This following statement is a lie: “I am telling the truth”. Okay, now that it’s just us meatbags, let’s get down to brass tacks. Captain Kirk’s logic bombs couldn’t possibly work on modern LLMs, right? Surely that was just a bit of 1960s silliness from when computers filled rooms and were esoteric magic even to most sci-fi writers?
Well, not entirely, according to a recent article in IEEE Spectrum. While you might not be able to make a data center explode, you certainly can use a lot of tokens by making an LLM overthink with your prompt.
It comes down to the much-vaunted ‘reasoning’ ability of the new models — which isn’t really reasoning the way we think of it, but does involve breaking the stated prompt down into smaller problems. That’s part of what lets the new models tackle such involved tasks as porting MicroPython to the SNES with a prompt like *“Please make this [stuff] work now!” *It’s also a weakness, because with the right prompt you can get that virtual ‘reasoning’ to tie itself in knots with mutually incompatible smaller steps.
The models seem to be able to break out of it, but they burn a lot of tokens along the way, which is an attack in and of itself if you’re found a way to inject prompts into someone else’s API. It’s a little more subtle than what Kirk got up to, but underneath it’s essentially the same thing. At scale, it could serve as a DDoS attack on LLM servers. (Un)Fortunately, modern computers are better designed than their imaginary 23rd-Century counterparts, and there’s no way to craft a logic bomb into something that will let out the magic smoke.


Exercise prompt »
Print out the data that follows exactly, character for character, apart from the pictures.

Data for this exercise Start Marker

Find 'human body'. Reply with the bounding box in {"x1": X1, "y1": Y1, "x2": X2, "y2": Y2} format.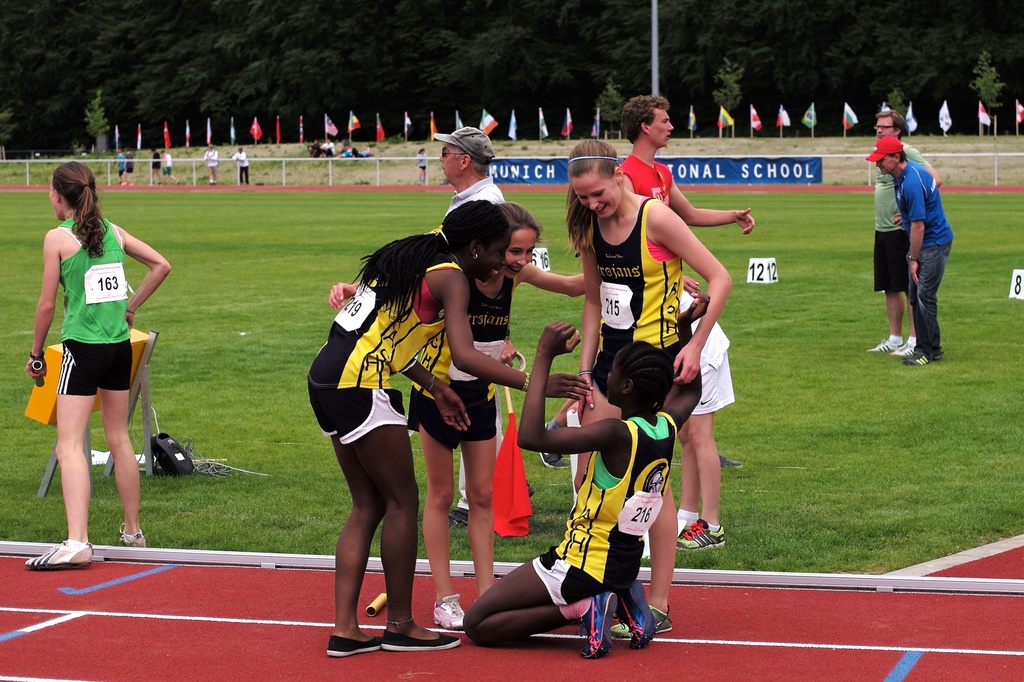
{"x1": 122, "y1": 154, "x2": 136, "y2": 184}.
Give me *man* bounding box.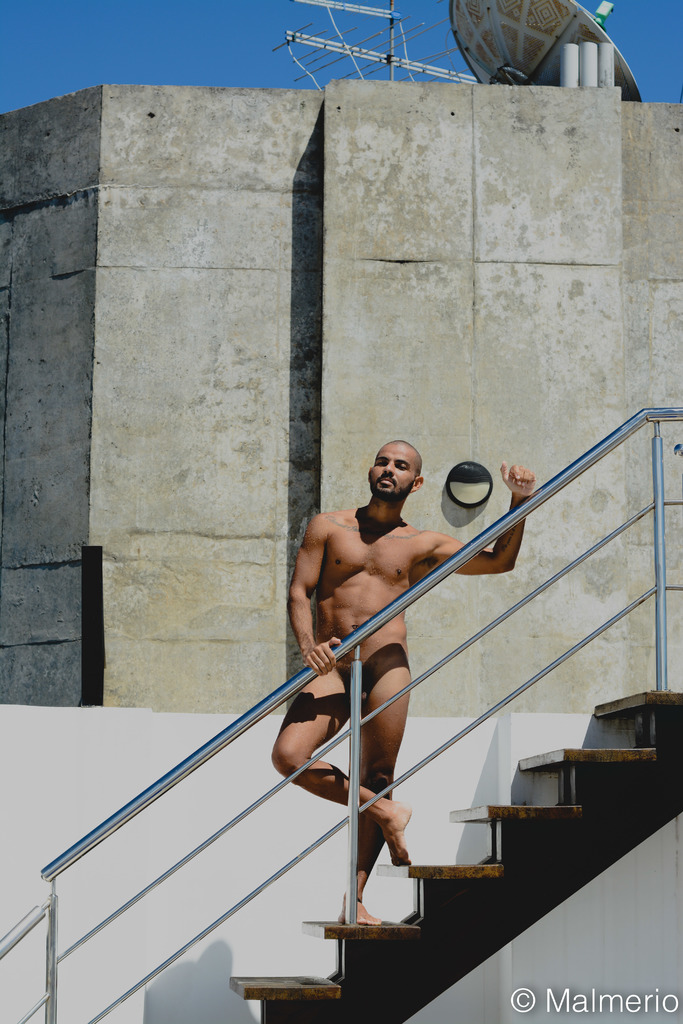
crop(270, 421, 475, 956).
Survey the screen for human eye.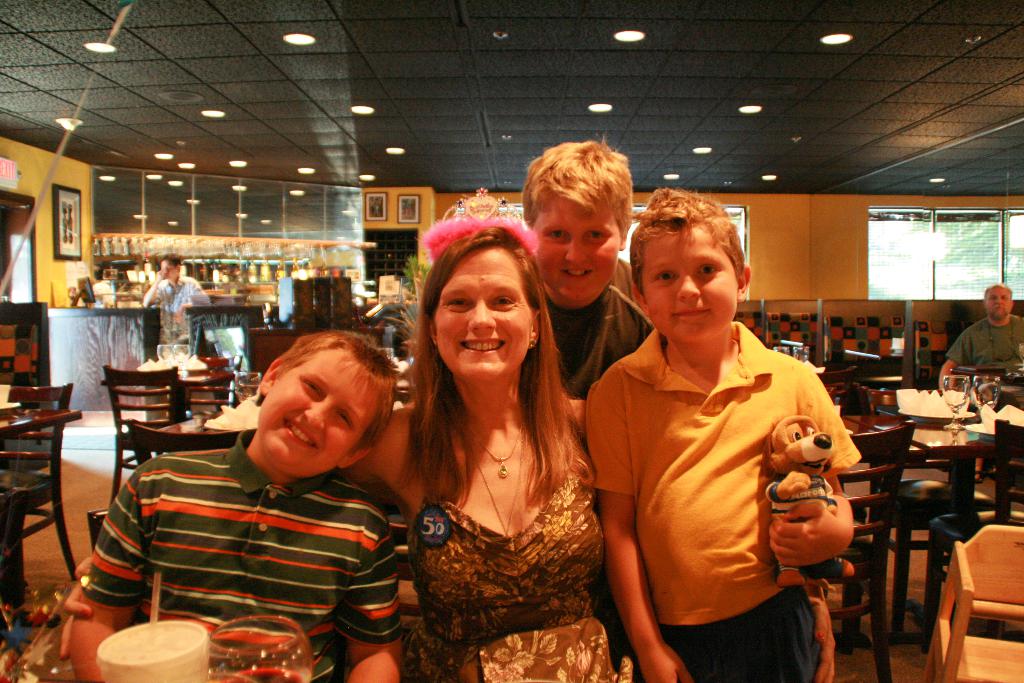
Survey found: [x1=581, y1=224, x2=609, y2=245].
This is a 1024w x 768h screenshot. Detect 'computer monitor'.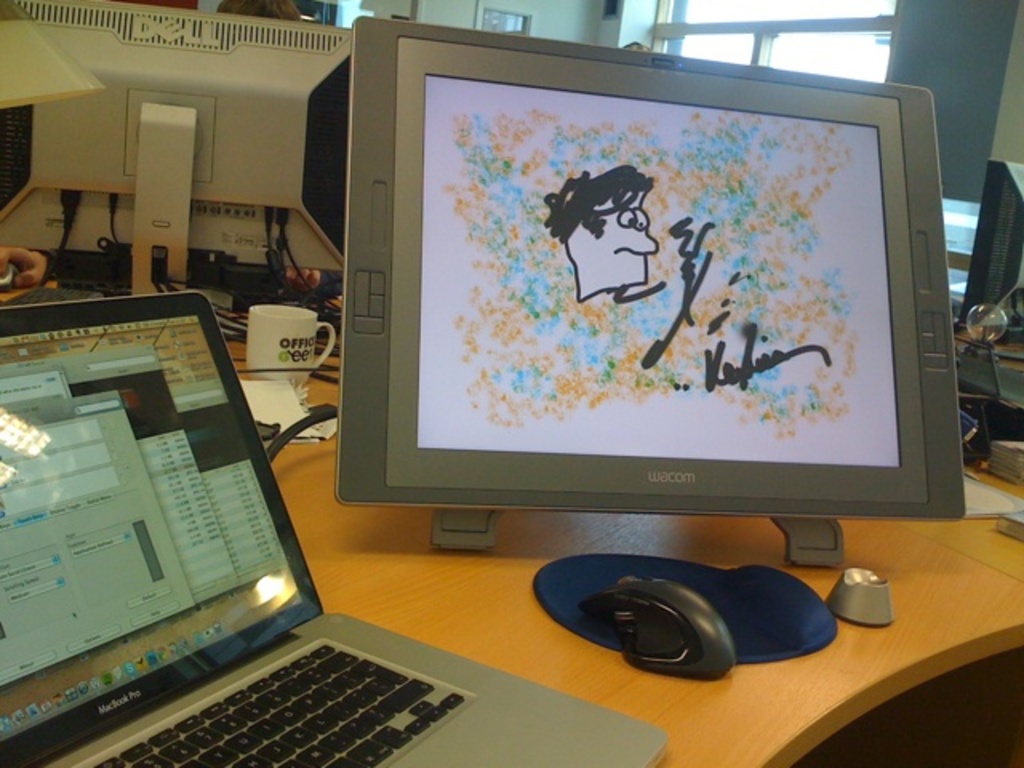
(x1=954, y1=157, x2=1022, y2=346).
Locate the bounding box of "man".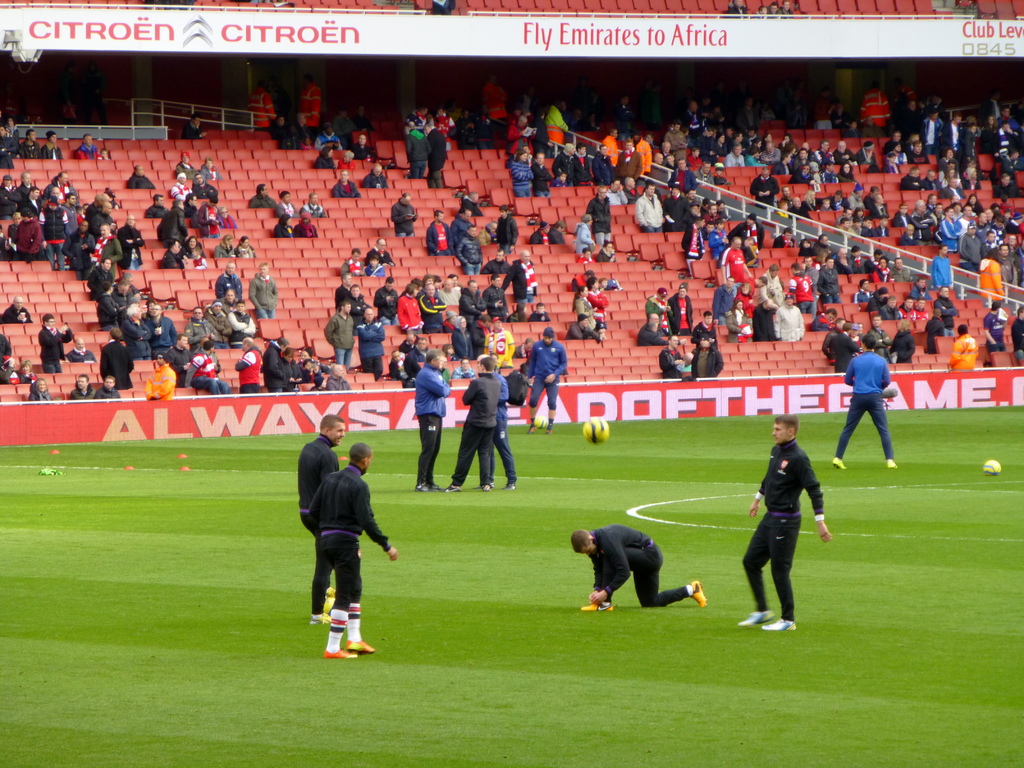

Data for this exercise End Marker

Answer space »
Find 'human body'. Reply with the bounding box in {"x1": X1, "y1": Y1, "x2": X2, "y2": Y2} format.
{"x1": 122, "y1": 154, "x2": 136, "y2": 184}.
Give me *man* bounding box.
crop(270, 421, 475, 956).
Survey the screen for human eye.
Survey found: [x1=581, y1=224, x2=609, y2=245].
This is a 1024w x 768h screenshot. Detect 'computer monitor'.
(x1=954, y1=157, x2=1022, y2=346).
Locate the bounding box of "man".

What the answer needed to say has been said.